These tips will make your spreadsheet skills better
The Spreadsheets are often the preferred way of data analysis and problem solving. So let us learn the best practices to be employed while using spreadsheets.
Spreadsheet is undoubtedly the most used booking keeping and data science tool. It has so easily turned analogous to the paper worksheets. But when working on it, either as Excel or Google spreadsheet, we all find some level of difficulties which hinder us from utilising the tool in full capacity. To surmount this, an article published in Nature discusses the best techniques to use this intelligent data formatting tool for data analysis.

The spreadsheets are often the preferred way of data analysis and problem solving.
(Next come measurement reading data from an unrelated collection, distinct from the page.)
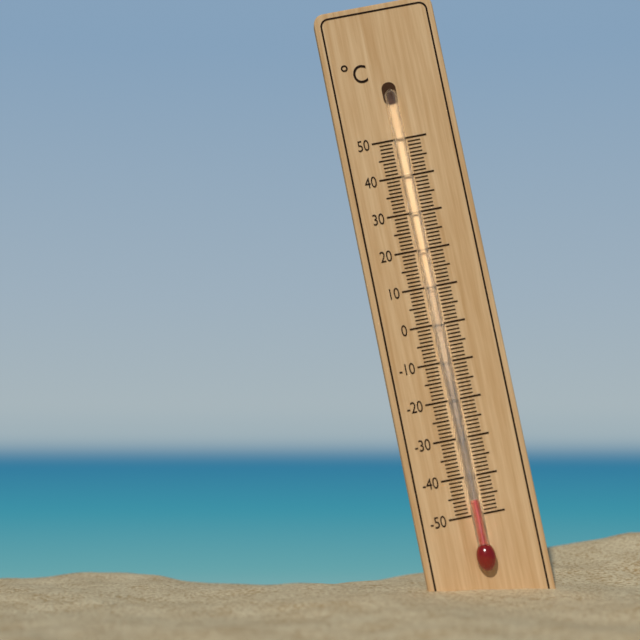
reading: -46 °C
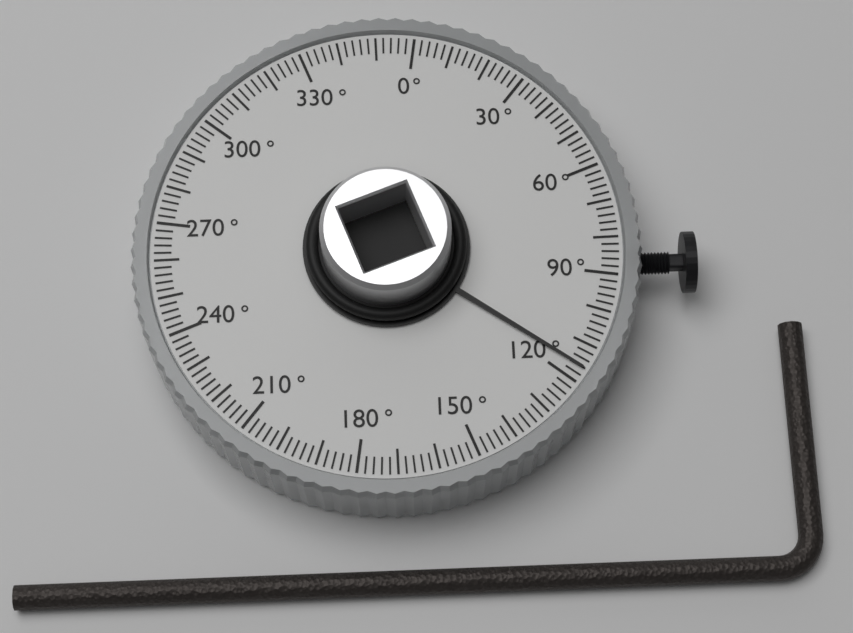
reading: 116 °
So let us learn the best practices to be employed while using spreadsheets because ‘spreadsheets are where data science begins’.
1. Work on duplicate sheet
The first advice for the users is to preserve their original spreadsheet as a read-only document and work on their copies. It will ease if one wants to start over again. The article suggests keeping data untouched because an errant mouse click can lead data to end up in the wrong place or the auto-formatting function can spoil the data.
2. Keep formatting style basic
Although spreadsheets present various options for formatting the sheet by altering the fonts to borders styling to background colouring, a researcher should keep it minimal. While formatting can be lost during routine table manipulations, all the data analysis tools are also not familiar with this formatting. The researchers itself might struggle to remember what the formatting describes when they come back to the spreadsheet later.
3. Keep formatting style consistent
The article asks the users to be consistent with their formatting style. “Data-analysis tools expect spreadsheets to be in a specific format: one row of column titles, no merged cells and one table per page. Ideally, all cells are filled, even when there is no data (for instance, with ‘NA’), and contain precisely one piece of data,” the article reads.
4. Document the work
Despite most of the things being saved, researchers should still document their analysis.
The article demands the researchers should create a roadmap. “Designate a spreadsheet as a ‘code book’ that documents abbreviations, how data were collected, units of measurement, how missing values will be represented, the calculations being performed and any metadata needed to understand, process and maintain the spreadsheet.”
5. Employing checks and balance
Spreadsheet users should employ some checks to see if the data-processing code works as expected.
One can also restrict parts of the spreadsheet from getting changed. Data validation can ensure that date columns contain valid dates, that numbers fall within certain ranges or that text fields include expected terms, recommends the article.
6. Pre Planning
And here comes the last but most important practice. We should always plan thoroughly before we start making spreadsheets.
“Which variables and covariates will you be using? What time steps do you need? What analyses will you be performing?” The article says that thinking ahead of time is the best thing users should do.